Cartonization refers to a step somewhere in an order lifecycle where the correct box configuration is determined for optimal shipping. It's a piece of the supply chain puzzle that's becoming more and more critical as ecommerce explodes and parcel carriers struggle with capacity. Typically three things are required to implement cartonization:
Adding any kind of automated cartonization to your fulfillment process can have dramatic effects on your bottom line, but you may find that not all solutions are created equal.
The most basic form of packing control relies on explicit rules for what item can go in which box. For example, "All cell phone batteries must go in Box 2, except for X condition." This approach may manifest as a rules engine that outputs instructions or at it's most crude, a literal post-it note on the warehouse wall. Rule of Thumb Cartonization is the least scalable and maintainable approach.
Modern packing considerations, as well as widely available technology, have rendered this approach outdated.
Now we're getting mathematical. Sort of. This is the type of cartonization baked into most WMS systems. Here's how it works: Software takes the total cubic volume of all items in a shipment, and then selects the smallest box that has a higher packable cubic volume. Unfortunately, while this approach is elegant and intuitive, it can require frequent intervention. For example, a 4 foot shovel may have a lower total volume than a box, but that doesn't mean it will actually fit.

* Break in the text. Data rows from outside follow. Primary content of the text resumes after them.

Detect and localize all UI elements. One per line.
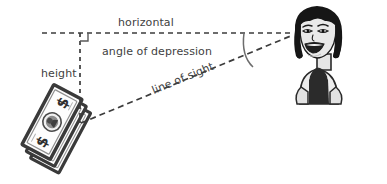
observer-woman-illustration	[294, 6, 342, 104]
label-angle-of-depression: angle of depression	[102, 45, 212, 58]
angle-of-depression-diagram: $ $	[0, 0, 387, 184]
right-angle-marker-icon	[80, 33, 88, 41]
diagram-canvas: $ $	[0, 0, 387, 184]
label-height: height	[41, 67, 77, 80]
angle-of-depression-arc	[243, 33, 253, 67]
label-horizontal: horizontal	[118, 16, 174, 29]
stack-of-dollar-bills-icon: $ $	[18, 84, 94, 173]
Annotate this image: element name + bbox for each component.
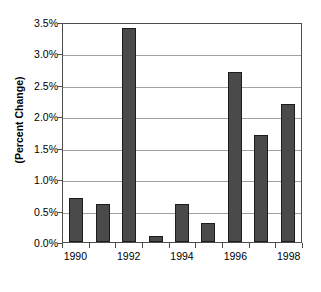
y-axis-tick-label: 1.5%	[34, 143, 58, 155]
x-axis-tick-mark	[142, 243, 143, 248]
bar-chart: (Percent Change) 0.0%0.5%1.0%1.5%2.0%2.5…	[0, 0, 321, 292]
bars-group	[63, 24, 301, 242]
bar-slot	[63, 24, 89, 242]
bar-slot	[222, 24, 248, 242]
x-axis-tick-mark	[249, 243, 250, 248]
bar-slot	[248, 24, 274, 242]
bar-1992	[122, 28, 136, 242]
x-axis-tick-label: 1992	[117, 250, 140, 262]
x-axis-tick-mark	[195, 243, 196, 248]
x-axis-tick-mark	[275, 243, 276, 248]
bar-slot	[142, 24, 168, 242]
y-axis-tick-label: 0.0%	[34, 237, 58, 249]
bar-slot	[275, 24, 301, 242]
bar-slot	[195, 24, 221, 242]
x-axis-tick-label: 1998	[277, 250, 300, 262]
x-axis-tick-mark	[62, 243, 63, 248]
y-axis-tick-label: 3.0%	[34, 48, 58, 60]
bar-1995	[201, 223, 215, 242]
bar-1990	[69, 198, 83, 242]
y-axis-tick-label: 0.5%	[34, 206, 58, 218]
x-axis-tick-label: 1996	[224, 250, 247, 262]
bar-slot	[169, 24, 195, 242]
bar-1994	[175, 204, 189, 242]
x-axis-ticks	[62, 243, 302, 248]
x-axis-tick-mark	[169, 243, 170, 248]
y-axis-tick-label: 1.0%	[34, 174, 58, 186]
bar-slot	[116, 24, 142, 242]
bar-1996	[228, 72, 242, 242]
x-axis-tick-label: 1994	[170, 250, 193, 262]
bar-1993	[149, 236, 163, 242]
x-axis-tick-mark	[222, 243, 223, 248]
x-axis-tick-label: 1990	[64, 250, 87, 262]
bar-slot	[89, 24, 115, 242]
bar-1998	[281, 104, 295, 242]
plot-area	[62, 23, 302, 243]
bar-1997	[254, 135, 268, 242]
x-axis-tick-labels: 19901992199419961998	[62, 250, 302, 270]
x-axis-tick-mark	[115, 243, 116, 248]
y-axis-tick-label: 2.5%	[34, 80, 58, 92]
y-axis-tick-label: 3.5%	[34, 17, 58, 29]
bar-1991	[96, 204, 110, 242]
x-axis-tick-mark	[89, 243, 90, 248]
x-axis-tick-mark	[302, 243, 303, 248]
y-axis-tick-labels: 0.0%0.5%1.0%1.5%2.0%2.5%3.0%3.5%	[22, 23, 58, 243]
y-axis-tick-label: 2.0%	[34, 111, 58, 123]
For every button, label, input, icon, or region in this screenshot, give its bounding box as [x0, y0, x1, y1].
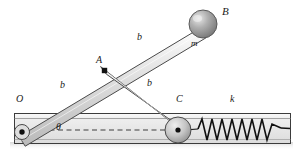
- figure-canvas: O A B C m k θ b b b: [0, 0, 293, 150]
- label-length-AB: b: [137, 32, 142, 42]
- label-point-C: C: [176, 94, 183, 104]
- slider-C: [165, 117, 191, 143]
- label-length-OA: b: [60, 80, 65, 90]
- label-spring-constant-k: k: [230, 94, 234, 104]
- label-point-O: O: [16, 94, 23, 104]
- label-point-B: B: [222, 6, 229, 17]
- joint-A-marker: [102, 68, 107, 73]
- label-length-AC: b: [147, 78, 152, 88]
- label-point-A: A: [96, 55, 102, 65]
- mechanism-diagram-svg: [0, 0, 293, 150]
- ball-B: [189, 10, 217, 38]
- label-mass-m: m: [191, 39, 198, 48]
- pivot-O: [15, 125, 30, 140]
- label-angle-theta: θ: [56, 122, 61, 132]
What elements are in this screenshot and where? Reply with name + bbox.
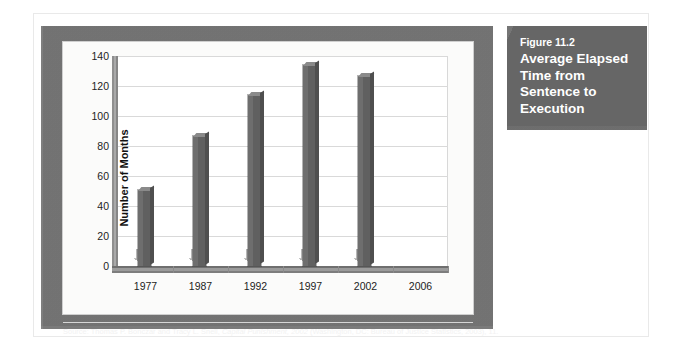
bar-body [138,190,151,267]
figure-number: Figure 11.2 [520,35,637,49]
x-axis-tick-label: 2006 [409,280,432,292]
y-axis-tick-label: 20 [97,230,109,242]
y-axis-tick-label: 40 [97,200,109,212]
y-axis-tick-label: 100 [91,110,109,122]
bar [248,95,264,266]
source-divider [63,322,473,323]
figure-page: 020406080100120140 197719871992199720022… [0,0,698,356]
x-axis-tick-label: 1977 [134,280,157,292]
bar [303,65,319,266]
figure-title-block: Figure 11.2 Average Elapsed Time from Se… [507,26,647,130]
y-axis-tick-label: 120 [91,80,109,92]
bar-side-face [315,61,319,264]
x-axis-tick [173,266,174,273]
bar-body [358,76,371,267]
bar-side-face [150,185,154,264]
plot-area: 020406080100120140 197719871992199720022… [118,56,448,266]
x-axis-tick [393,266,394,273]
gridline [118,176,448,177]
source-title-italic: Capital Punishment, 2002 [222,327,308,336]
source-note: Source: Thomas P. Bonczar and Tracy L. S… [63,327,493,336]
plot-background [118,56,448,266]
bar [138,190,154,267]
figure-title: Average Elapsed Time from Sentence to Ex… [520,51,637,117]
gridline [118,206,448,207]
y-axis-tick-label: 60 [97,170,109,182]
x-axis-tick [448,266,449,273]
x-axis-tick [338,266,339,273]
bar-body [193,136,206,267]
y-axis-title: Number of Months [118,129,130,226]
x-axis-tick [283,266,284,273]
bar-side-face [370,71,374,264]
bar [358,76,374,267]
gridline [118,86,448,87]
chart-card: 020406080100120140 197719871992199720022… [63,42,473,314]
gridline [118,146,448,147]
figure-panel: 020406080100120140 197719871992199720022… [41,26,493,329]
bar-side-face [205,131,209,264]
x-axis-line [112,266,449,273]
gridline [118,236,448,237]
bar [193,136,209,267]
x-axis-tick-label: 1992 [244,280,267,292]
y-axis-tick-label: 140 [91,50,109,62]
x-axis-tick [228,266,229,273]
x-axis-tick-label: 1987 [189,280,212,292]
source-suffix: (Washington, DC: Bureau of Justice Stati… [308,327,499,336]
bar-side-face [260,91,264,264]
gridline [118,116,448,117]
gridline [118,56,448,57]
bar-body [303,65,316,266]
x-axis-tick-label: 1997 [299,280,322,292]
bar-body [248,95,261,266]
x-axis-tick-label: 2002 [354,280,377,292]
y-axis-tick-label: 0 [103,260,109,272]
source-prefix: Source: Thomas P. Bonczar and Tracy L. S… [63,327,222,336]
y-axis-tick-label: 80 [97,140,109,152]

It's also not ideal for identifying when it might be cheaper to split the shipment into two smaller boxes.
The only way to consistently automate packing decisions is to leverage a system that understands how items fit into cartons in the real world. That means a simulation of collisions and weight considerations, at least in some form. This method requires the least amount of intervention and can handle new SKUs and boxes without reconfiguration. And that 4 foot shovel won't be poking holes in any boxes.
Full simulation is a cornerstone of how Paccurate works. But it's not the whole story...
Although implementing 3d cartonization in your fulfillment process can yield more savings than more simplistic methods, we can go much further. The academic approach to "the bin packing problem," as found in MIT thesis papers, is geared toward packing the most items into a single box. This goal is useful, but not quite right for production shipping, where external factors affect what makes a packing solution cost-optimal. Material, labor, negotiated carrier rates and fees all have an impact on packing optimization.
Learn about how Paccurate accounts for these costs, or go down the rabbit hole of cost-optimal cartonization in our white paper.
If legacy cartonization software was a tricycle, newer cost-aware cartonization is the Harley Davidson of packing optimization. It uses full 3D cube logic like the best in class of the previous generation, but adds extensive business rules, accommodates complex item requirements, and most importantly optimizes for cost directly. Instead of just trying to find the fewest/smallest boxes, it evaluates carrier rate tables in real time and makes a packing decision based on what the carriers are actually incentivizing. It seems like a distinction without a difference. Surprisingly, the difference is massive. It’s often the difference between an ecommerce shipment being profitable, and not.
It’s often challenging to disrupt an old paradigm, especially one like box selection that’s been handled primarily with tribal knowledge in the warehouse. But in the case of modern cartonization, the results are hard to ignore. Compared to traditional containerization features, modern cartonization engines consider:
Most importantly, it has to actually work for all your inventory and shipping scenarios. That means support for fragility, compressibility, stacking, nesting, rolling, gift boxes, branded boxes... the list goes on. It has to do all this in real-time, and be an easy drop-in upgrade for whatever system you might have already. The result of this upgrade is consistent and dramatic savings on transportation costs, often by finding counter-intuitive ways of packing an order that a human can’t find on their own.